Since the railway had significant needs for treated wood, notably for making sleepers, a sawmill, a joinery and a carpentry shop were set up at Moulin Neuf, as well as facilities for impregnating and creosoting wood and chairing sleepers.
Gang-nails can also be used to strengthen the ends of railroad sleepers, preventing their tendency to spilt when spikes are driven.
Before the Mission Bridge was completed, the only link between the City of Abbotsford and the City of Mission was the Canadian Pacific Railway Mission Railway Bridge which had wooden planks laid on the ties between the rails, and outside the rails, to allow the passage of automobile traffic.
Baltimore and Ohio Railroad | Pennsylvania Railroad | Union Pacific Railroad | Underground Railroad | New York Central Railroad | Alaska Railroad | Erie Railroad | Central Pacific Railroad | Illinois Central Railroad | First Transcontinental Railroad | Lehigh Valley Railroad | Lehigh and Susquehanna Railroad | Grand Funk Railroad | Chicago, Milwaukee, St.
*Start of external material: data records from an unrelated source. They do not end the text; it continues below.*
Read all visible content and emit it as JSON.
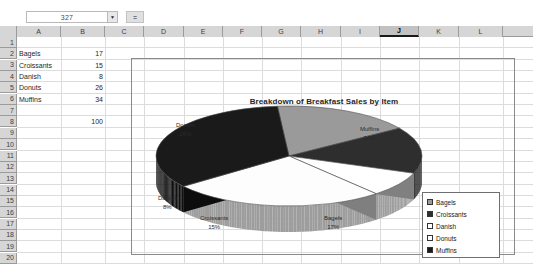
{
  "formula_bar": {
    "name_box_value": "327",
    "name_box_dropdown_icon": "chevron-down-icon",
    "formula_icon": "equals-icon",
    "formula_icon_glyph": "=",
    "formula_value": ""
  },
  "grid": {
    "columns": [
      "A",
      "B",
      "C",
      "D",
      "E",
      "F",
      "G",
      "H",
      "I",
      "J",
      "K",
      "L"
    ],
    "selected_column": "J",
    "rows": [
      "1",
      "2",
      "3",
      "4",
      "5",
      "6",
      "7",
      "8",
      "9",
      "10",
      "11",
      "12",
      "13",
      "14",
      "15",
      "16",
      "17",
      "18",
      "19",
      "20"
    ],
    "cells": [
      {
        "col": "A",
        "row": "2",
        "value": "Bagels",
        "type": "text"
      },
      {
        "col": "A",
        "row": "3",
        "value": "Croissants",
        "type": "text"
      },
      {
        "col": "A",
        "row": "4",
        "value": "Danish",
        "type": "text"
      },
      {
        "col": "A",
        "row": "5",
        "value": "Donuts",
        "type": "text"
      },
      {
        "col": "A",
        "row": "6",
        "value": "Muffins",
        "type": "text"
      },
      {
        "col": "B",
        "row": "2",
        "value": "17",
        "type": "number"
      },
      {
        "col": "B",
        "row": "3",
        "value": "15",
        "type": "number"
      },
      {
        "col": "B",
        "row": "4",
        "value": "8",
        "type": "number"
      },
      {
        "col": "B",
        "row": "5",
        "value": "26",
        "type": "number"
      },
      {
        "col": "B",
        "row": "6",
        "value": "34",
        "type": "number"
      },
      {
        "col": "B",
        "row": "8",
        "value": "100",
        "type": "number"
      }
    ]
  },
  "chart_data": {
    "type": "pie",
    "title": "Breakdown of Breakfast Sales by Item",
    "three_d": true,
    "categories": [
      "Bagels",
      "Croissants",
      "Danish",
      "Donuts",
      "Muffins"
    ],
    "values": [
      17,
      15,
      8,
      26,
      34
    ],
    "percent_labels": [
      "17%",
      "15%",
      "8%",
      "26%",
      "34%"
    ],
    "data_labels": [
      {
        "name": "Donuts",
        "percent": "26%"
      },
      {
        "name": "Muffins",
        "percent": "34%"
      },
      {
        "name": "Danish",
        "percent": "8%"
      },
      {
        "name": "Croissants",
        "percent": "15%"
      },
      {
        "name": "Bagels",
        "percent": "17%"
      }
    ],
    "colors": [
      "#9a9a9a",
      "#2e2e2e",
      "#ffffff",
      "#fdfdfd",
      "#1a1a1a"
    ],
    "legend_position": "right",
    "legend_entries": [
      {
        "label": "Bagels",
        "color": "#9a9a9a"
      },
      {
        "label": "Croissants",
        "color": "#2e2e2e"
      },
      {
        "label": "Danish",
        "color": "#ffffff"
      },
      {
        "label": "Donuts",
        "color": "#fdfdfd"
      },
      {
        "label": "Muffins",
        "color": "#1a1a1a"
      }
    ]
  }
}
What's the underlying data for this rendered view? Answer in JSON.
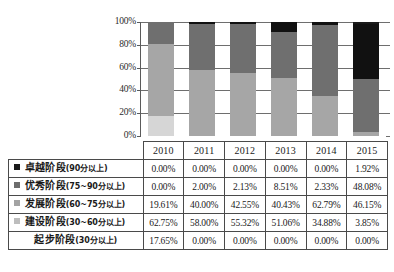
{
  "chart_data": {
    "type": "bar",
    "subtype": "stacked-100-percent",
    "title": "",
    "xlabel": "",
    "ylabel": "",
    "ylim": [
      0,
      100
    ],
    "ytick_labels": [
      "100%",
      "80%",
      "60%",
      "40%",
      "20%",
      "0%"
    ],
    "ytick_values": [
      100,
      80,
      60,
      40,
      20,
      0
    ],
    "grid": true,
    "legend_position": "table-row-labels",
    "categories": [
      "2010",
      "2011",
      "2012",
      "2013",
      "2014",
      "2015"
    ],
    "stack_order_bottom_to_top": [
      "起步阶段(30分以上)",
      "建设阶段(30~60分以上)",
      "发展阶段(60~75分以上)",
      "优秀阶段(75~90分以上)",
      "卓越阶段(90分以上)"
    ],
    "series": [
      {
        "name": "卓越阶段(90分以上)",
        "name_main": "卓越阶段",
        "name_range": "(90分以上)",
        "color": "#1a1a1a",
        "marker": "filled-square",
        "values": [
          0.0,
          0.0,
          0.0,
          0.0,
          0.0,
          1.92
        ],
        "values_text": [
          "0.00%",
          "0.00%",
          "0.00%",
          "0.00%",
          "0.00%",
          "1.92%"
        ]
      },
      {
        "name": "优秀阶段(75~90分以上)",
        "name_main": "优秀阶段",
        "name_range": "(75~90分以上)",
        "color": "#6d6d6d",
        "bar_color": "#111111",
        "marker": "filled-square",
        "values": [
          0.0,
          2.0,
          2.13,
          8.51,
          2.33,
          48.08
        ],
        "values_text": [
          "0.00%",
          "2.00%",
          "2.13%",
          "8.51%",
          "2.33%",
          "48.08%"
        ]
      },
      {
        "name": "发展阶段(60~75分以上)",
        "name_main": "发展阶段",
        "name_range": "(60~75分以上)",
        "color": "#909090",
        "bar_color": "#6f6f6f",
        "marker": "filled-square",
        "values": [
          19.61,
          40.0,
          42.55,
          40.43,
          62.79,
          46.15
        ],
        "values_text": [
          "19.61%",
          "40.00%",
          "42.55%",
          "40.43%",
          "62.79%",
          "46.15%"
        ]
      },
      {
        "name": "建设阶段(30~60分以上)",
        "name_main": "建设阶段",
        "name_range": "(30~60分以上)",
        "color": "#b4b4b4",
        "bar_color": "#a6a6a6",
        "marker": "filled-square",
        "values": [
          62.75,
          58.0,
          55.32,
          51.06,
          34.88,
          3.85
        ],
        "values_text": [
          "62.75%",
          "58.00%",
          "55.32%",
          "51.06%",
          "34.88%",
          "3.85%"
        ]
      },
      {
        "name": "起步阶段(30分以上)",
        "name_main": "起步阶段",
        "name_range": "(30分以上)",
        "color": "#d8d8d8",
        "bar_color": "#d6d6d6",
        "marker": "none",
        "values": [
          17.65,
          0.0,
          0.0,
          0.0,
          0.0,
          0.0
        ],
        "values_text": [
          "17.65%",
          "0.00%",
          "0.00%",
          "0.00%",
          "0.00%",
          "0.00%"
        ]
      }
    ]
  },
  "table": {
    "corner_label": "",
    "column_headers": [
      "2010",
      "2011",
      "2012",
      "2013",
      "2014",
      "2015"
    ],
    "rows": [
      {
        "label_main": "卓越阶段",
        "label_range": "(90分以上)",
        "marker_color": "#1a1a1a",
        "has_marker": true,
        "values": [
          "0.00%",
          "0.00%",
          "0.00%",
          "0.00%",
          "0.00%",
          "1.92%"
        ]
      },
      {
        "label_main": "优秀阶段",
        "label_range": "(75~90分以上)",
        "marker_color": "#6d6d6d",
        "has_marker": true,
        "values": [
          "0.00%",
          "2.00%",
          "2.13%",
          "8.51%",
          "2.33%",
          "48.08%"
        ]
      },
      {
        "label_main": "发展阶段",
        "label_range": "(60~75分以上)",
        "marker_color": "#a3a3a3",
        "has_marker": true,
        "values": [
          "19.61%",
          "40.00%",
          "42.55%",
          "40.43%",
          "62.79%",
          "46.15%"
        ]
      },
      {
        "label_main": "建设阶段",
        "label_range": "(30~60分以上)",
        "marker_color": "#bdbdbd",
        "has_marker": true,
        "values": [
          "62.75%",
          "58.00%",
          "55.32%",
          "51.06%",
          "34.88%",
          "3.85%"
        ]
      },
      {
        "label_main": "起步阶段",
        "label_range": "(30分以上)",
        "marker_color": "transparent",
        "has_marker": false,
        "values": [
          "17.65%",
          "0.00%",
          "0.00%",
          "0.00%",
          "0.00%",
          "0.00%"
        ]
      }
    ]
  },
  "colors": {
    "axis": "#5a5a5a",
    "grid": "#6e6e6e",
    "table_border": "#4a4a4a",
    "background": "#ffffff",
    "text": "#1a1a1a"
  }
}
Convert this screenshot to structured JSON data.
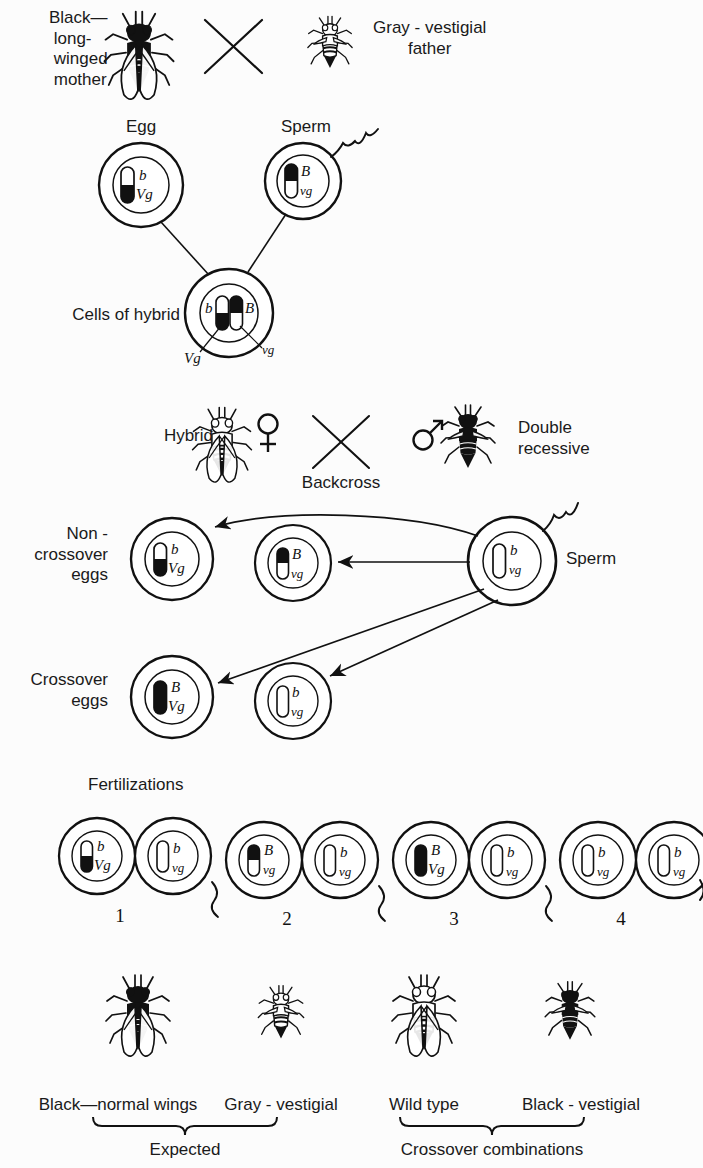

Paul and Pacific Railroad | Wabash Railroad | Railroad switch | Missouri Pacific Railroad | Boston and Albany Railroad | New York, New Haven and Hartford Railroad | Metro-North Railroad | Grand Rapids and Indiana Railroad | Atlantic Coast Line Railroad | Albany and Susquehanna Railroad | TIE fighter | Oregon Pacific Railroad | Great Railroad Strike of 1877 | Chicago, Burlington and Quincy Railroad | Central Railroad of New Jersey | Boston and Lowell Railroad | West Shore Railroad |
The contract for the repair of railways covers in particular the section from Pintado (Florida) and Chamberlain (Tacuarembó) based on the change of wooden ties, and from there to Rivera on the border with Brazil, part of the international branch located along the border with the city of Santana do Livramento, in Rio Grande do Sul, Brazil using rail supplied by Russia given in lieu of a debt and wooden ties imported from Paraguay.